MUSICAL NOTE by Cantor Sherwood Goffin
THE LITTLE BIRD
THE LITTLE BIRD
This is a response I gave to a questioner last month:
"I have been very closely associated with this song ever since I began my former folk-singing concert career back in 1962. I taught it at NCSY, Yeshiva U Seminars and everywhere I went. In 1970 I recorded a "Russian Jewry" version of the Little Bird for the Student Struggle for Soviet Jewry, on an album that featured SSSJ rally songs and Rabbi Riskin interviewing famous refuseniks.
The Little Bird was written by a 17 yr. old Bais Yaakov Camp Jr. Counselor, Millie Steinberg. She used the tune of an old Russian folk melody that was converted in 1948 to the beautiful "B'arvot Hanegev'; words by Menashe Baharav, who was also the accompanist to Shoshana Damari. Millie married Mr. Sachs and moved to Israel in the 1970's. I had asked her if she had other songs, which she did send to me, but I never sang them. I changed some of the words for public concert use, to make it scan better. On my hit album Neshomo (1972) we merely copied the above-mentioned version in the activist style of those years that spoke to the idea of peace and freedom. Many years later, on my 1996 album "Ish Echad," I recorded the original words for the first time." Now you know!
"I have been very closely associated with this song ever since I began my former folk-singing concert career back in 1962. I taught it at NCSY, Yeshiva U Seminars and everywhere I went. In 1970 I recorded a "Russian Jewry" version of the Little Bird for the Student Struggle for Soviet Jewry, on an album that featured SSSJ rally songs and Rabbi Riskin interviewing famous refuseniks.

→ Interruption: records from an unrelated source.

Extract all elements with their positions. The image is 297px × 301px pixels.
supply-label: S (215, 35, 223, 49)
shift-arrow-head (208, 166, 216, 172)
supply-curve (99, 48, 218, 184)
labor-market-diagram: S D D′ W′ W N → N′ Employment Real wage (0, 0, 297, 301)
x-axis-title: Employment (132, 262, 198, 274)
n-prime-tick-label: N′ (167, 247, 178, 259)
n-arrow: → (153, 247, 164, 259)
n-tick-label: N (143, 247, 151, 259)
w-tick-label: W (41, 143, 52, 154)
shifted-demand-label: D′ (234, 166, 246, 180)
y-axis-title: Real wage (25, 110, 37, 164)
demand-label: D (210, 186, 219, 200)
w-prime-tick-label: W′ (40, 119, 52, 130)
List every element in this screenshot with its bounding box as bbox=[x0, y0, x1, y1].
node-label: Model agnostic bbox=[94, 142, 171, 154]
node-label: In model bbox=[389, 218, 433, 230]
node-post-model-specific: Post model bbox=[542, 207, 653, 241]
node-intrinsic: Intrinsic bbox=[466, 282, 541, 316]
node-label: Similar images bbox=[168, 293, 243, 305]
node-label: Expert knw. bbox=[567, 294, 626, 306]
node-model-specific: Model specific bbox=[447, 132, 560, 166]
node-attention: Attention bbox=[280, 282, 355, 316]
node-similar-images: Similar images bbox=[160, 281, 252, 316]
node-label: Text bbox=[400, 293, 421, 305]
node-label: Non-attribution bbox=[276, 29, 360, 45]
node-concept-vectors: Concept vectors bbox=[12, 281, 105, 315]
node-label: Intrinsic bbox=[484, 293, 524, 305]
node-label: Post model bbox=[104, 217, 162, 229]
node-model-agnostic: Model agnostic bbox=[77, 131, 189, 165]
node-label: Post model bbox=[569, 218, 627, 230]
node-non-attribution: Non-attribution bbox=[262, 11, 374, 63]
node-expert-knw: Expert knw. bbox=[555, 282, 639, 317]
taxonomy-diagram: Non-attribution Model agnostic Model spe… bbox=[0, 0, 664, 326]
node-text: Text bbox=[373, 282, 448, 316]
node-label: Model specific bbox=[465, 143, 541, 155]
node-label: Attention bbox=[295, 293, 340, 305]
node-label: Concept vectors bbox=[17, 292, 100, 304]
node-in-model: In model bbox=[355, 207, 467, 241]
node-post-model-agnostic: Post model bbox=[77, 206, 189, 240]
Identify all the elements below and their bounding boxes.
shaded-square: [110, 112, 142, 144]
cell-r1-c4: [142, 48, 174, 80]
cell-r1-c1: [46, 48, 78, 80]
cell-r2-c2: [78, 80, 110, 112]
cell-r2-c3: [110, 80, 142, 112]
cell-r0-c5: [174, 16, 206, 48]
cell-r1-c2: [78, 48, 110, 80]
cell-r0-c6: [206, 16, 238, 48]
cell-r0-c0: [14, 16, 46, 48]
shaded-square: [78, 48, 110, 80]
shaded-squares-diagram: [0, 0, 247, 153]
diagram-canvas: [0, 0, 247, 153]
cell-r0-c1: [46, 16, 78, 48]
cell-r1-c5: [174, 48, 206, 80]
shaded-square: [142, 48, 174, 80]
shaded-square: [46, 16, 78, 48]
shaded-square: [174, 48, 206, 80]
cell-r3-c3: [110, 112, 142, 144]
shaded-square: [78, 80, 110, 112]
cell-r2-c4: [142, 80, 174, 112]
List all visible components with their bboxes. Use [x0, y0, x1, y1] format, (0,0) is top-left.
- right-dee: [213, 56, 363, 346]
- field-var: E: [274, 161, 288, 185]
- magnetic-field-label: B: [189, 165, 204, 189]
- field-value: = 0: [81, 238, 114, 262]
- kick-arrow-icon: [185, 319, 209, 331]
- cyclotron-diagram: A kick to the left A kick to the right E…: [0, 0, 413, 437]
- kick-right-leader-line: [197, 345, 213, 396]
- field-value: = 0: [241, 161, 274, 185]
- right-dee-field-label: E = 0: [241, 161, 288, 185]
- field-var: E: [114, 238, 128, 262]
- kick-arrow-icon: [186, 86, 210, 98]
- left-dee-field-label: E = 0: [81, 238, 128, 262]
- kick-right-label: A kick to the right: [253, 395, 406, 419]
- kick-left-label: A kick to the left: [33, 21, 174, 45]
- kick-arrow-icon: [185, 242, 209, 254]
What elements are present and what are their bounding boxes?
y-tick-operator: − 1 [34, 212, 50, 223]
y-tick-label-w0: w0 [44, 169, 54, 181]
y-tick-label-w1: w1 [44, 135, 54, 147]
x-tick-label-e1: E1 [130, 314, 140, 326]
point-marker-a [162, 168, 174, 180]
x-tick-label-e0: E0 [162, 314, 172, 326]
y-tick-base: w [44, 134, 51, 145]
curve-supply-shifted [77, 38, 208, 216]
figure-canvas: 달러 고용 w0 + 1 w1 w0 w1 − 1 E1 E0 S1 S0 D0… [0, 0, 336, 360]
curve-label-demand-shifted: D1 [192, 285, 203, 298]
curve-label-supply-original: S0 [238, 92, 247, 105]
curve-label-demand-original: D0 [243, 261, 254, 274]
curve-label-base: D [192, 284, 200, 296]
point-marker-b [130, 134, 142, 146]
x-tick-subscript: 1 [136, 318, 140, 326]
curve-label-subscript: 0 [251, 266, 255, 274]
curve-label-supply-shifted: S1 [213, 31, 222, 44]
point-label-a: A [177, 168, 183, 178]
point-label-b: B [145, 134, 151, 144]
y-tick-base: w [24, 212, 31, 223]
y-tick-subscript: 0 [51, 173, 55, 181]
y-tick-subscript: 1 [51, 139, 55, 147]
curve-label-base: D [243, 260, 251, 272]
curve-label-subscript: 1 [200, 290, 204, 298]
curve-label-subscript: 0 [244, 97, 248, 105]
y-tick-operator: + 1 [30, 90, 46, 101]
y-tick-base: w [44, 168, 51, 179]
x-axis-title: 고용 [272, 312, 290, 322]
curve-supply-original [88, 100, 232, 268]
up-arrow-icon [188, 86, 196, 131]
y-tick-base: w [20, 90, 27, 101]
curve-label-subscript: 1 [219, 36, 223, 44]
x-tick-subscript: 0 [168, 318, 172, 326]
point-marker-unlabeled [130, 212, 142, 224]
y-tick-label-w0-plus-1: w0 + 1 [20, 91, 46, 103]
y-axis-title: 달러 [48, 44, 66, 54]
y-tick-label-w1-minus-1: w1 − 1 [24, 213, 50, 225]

The Little Bird was written by a 17 yr. old Bais Yaakov Camp Jr. Counselor, Millie Steinberg. She used the tune of an old Russian folk melody that was converted in 1948 to the beautiful "B'arvot Hanegev'; words by Menashe Baharav, who was also the accompanist to Shoshana Damari. Millie married Mr. Sachs and moved to Israel in the 1970's. I had asked her if she had other songs, which she did send to me, but I never sang them. I changed some of the words for public concert use, to make it scan better. On my hit album Neshomo (1972) we merely copied the above-mentioned version in the activist style of those years that spoke to the idea of peace and freedom. Many years later, on my 1996 album "Ish Echad," I recorded the original words for the first time." Now you know!
DAVEN WELL, DON'T TALK, & SING ALONG!